The Sign of Four

Lafayette String Quartet:

Ann Elliott Goldschmid, Sharon Stanis, violins

Joanna Hood, viola

Pamela Highbaugh Aloni, cello

First Unitarian Church
June 12, 2016

By Deryk Barker

According to Mstislav Rostropovich, "sometimes Shostakovich was unable to talk at all. He just wanted to ha be the presence of a person he liked, sitting without a word in the same room...I'd arrive at his flat and he'd say, 'Sit down and now we can be silent'. I would sit for half an hour, without a word. It was most relaxing, just sitting. Then Shostakovich would get up and say, 'Thank you. Goodbye, Slava'."

Shostakovich's string quartets, arguably the greatest cycle since that of Beethoven (Bartók notwithstanding), are generally accepted as being the key to his innermost feelings. If his symphonies are public statements, then the quartets are his private ones.

However, Shostakovich could not, for reasons of political necessity and did not, for reasons of self-preservation, wear his heart on his musical sleeve.

And when it comes to navigating the tricky slopes of a Shostakovich quartet there are few, if any, guides more surefooted than the Lafayette Quartet.

The seventh is Shostakovich's shortest quartet and far from his least enigmatic. The Lafayettes' performance gripped the listener from the unmistakably sinister, edgy opening to the final, gnomic pizzicato and morendo close.

Antonín Dvořák famously wrote a trio of "American" works, and although for most listeners they sound at least as Czech as the rest of his music, we should also bear in mind the composer's own words in a letter to Emil Kozanek in September 1893: "As for my new Symphony, the F major String Quartet and the Quintet (composed here in Spillville) — I should never have written these works 'just so' if I hadn't seen America".

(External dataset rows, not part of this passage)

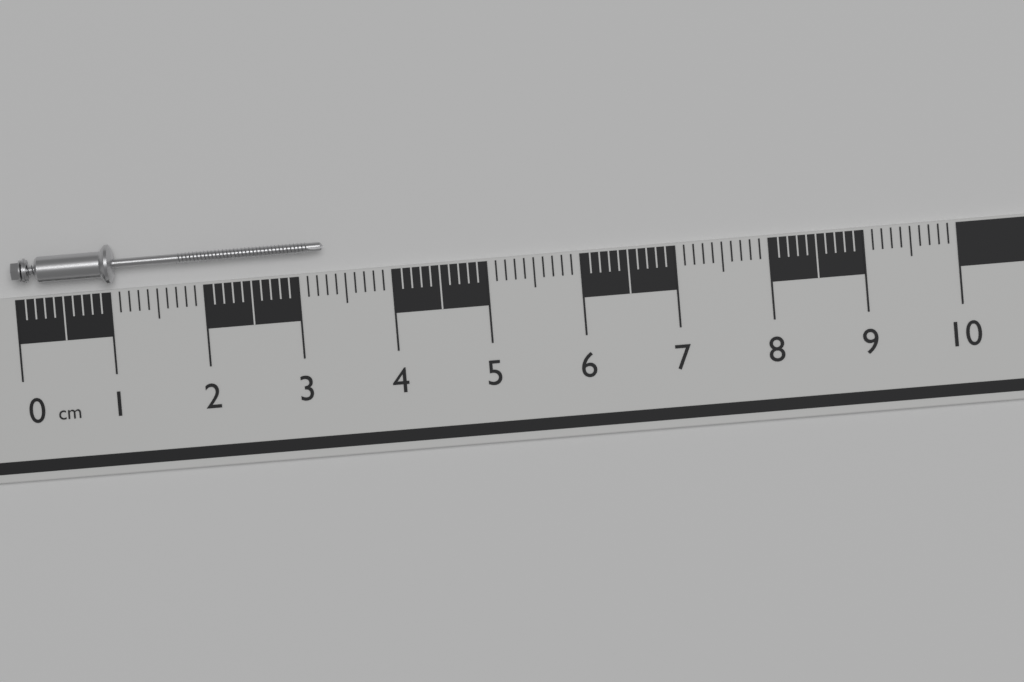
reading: 3.3 cm
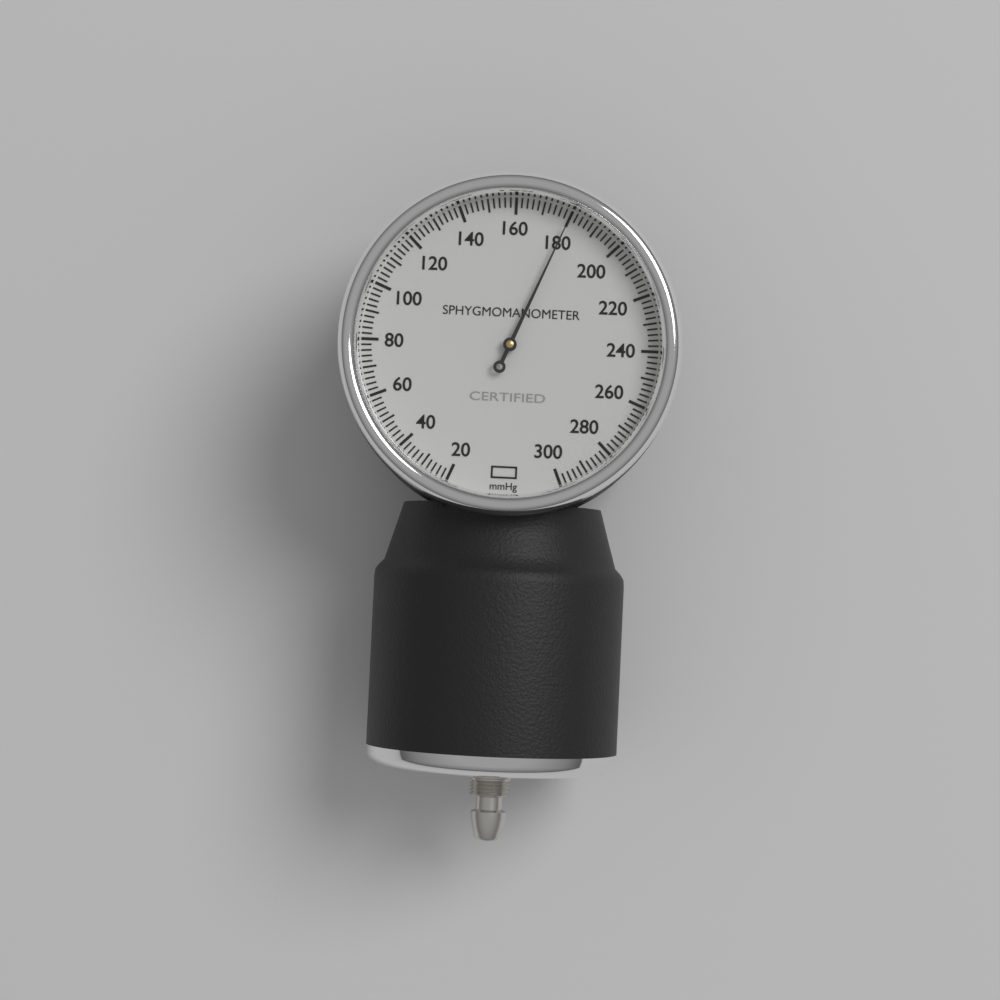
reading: 180 mmHg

Of the quartet in particular Dvořák wrote "I wanted to write something for once that was very melodious and straightforward, and dear Papa Haydn kept appearing before my eyes, and that is why it all turned out so simply. And it's good that it did."

Except for taking issue with his "for once" (practically everything Dvořák wrote was "very melodious and straightforward") it is hard to argue.

The Lafayette Quartet closed their programme with a delectable performance of Dvořák's most popular quartet (tempting though it is to write "most popular chamber work" the — second — piano quintet presents fierce competition).

It was a performance full of glorious detail and so affectionate that even something as extreme as the rallentando with which they prefaced the opening movement's second subject did not seem out of place, not even coming after the liveliness of the Joanna Hood-propelled first subject.

The slow movement featured a wonderfully concentrated violin duet over arpeggio viola and pizzicato cello, and an extremely eloquent solo from Pamela Highbaugh Aloni at the close.

The perky scherzo once again featured some extreme tempo changes, which, once again, worked because of the level of the quartet's commitment and sheer beauty of their playing.

As to the finale: I was so engrossed that I wrote the single word "sunny" in my notebook and then sat back to enjoy the music.

I have long admired the Lafayettes' way with Haydn, who wrote more masterpieces in the form (which he also, essentially, created) than any other composer.

Their performance of Op.33 No.2, known as the "Joke" was verging on perfection and I do not expect ever to hear the first and third movements performed better: the work's smiling opening, the flawless cantilena of the third.

I very much enjoyed most of the second movement scherzo (Op.33 seems to be the first time Haydn did not use a minuet), particularly the portamento in the first and second violins. I did, though, once or twice feel that the playing was veering towards the arch — which is not someting I expect from Haydn (who never smirks), or the Lafayettes. I'm hoping it was my imagination.

The famously cheeky finale which gives the quartet its nickname poses a problem for the players: do they, by their body language, intimate to the audience that the music has not yet finished or fool them into thinking that it has?

On both occasions that I have seen them play this quartet, the Lafayettes have adopted the second approach, which means that the final notes of the work are usually buried beneath the audience's laughter.

Which may, or may not, be what Haydn intended. I don't claim to know, but feel that it would be nice to hear it played the other way, if just for once.

I do know, from conversations at the interval, that I was not alone in this.

These (extremely) minor carpings should not, however, in any way be taken as serious criticism of a fine afternoon's music-making from an outstanding ensemble performing at the peak of their formidable powers.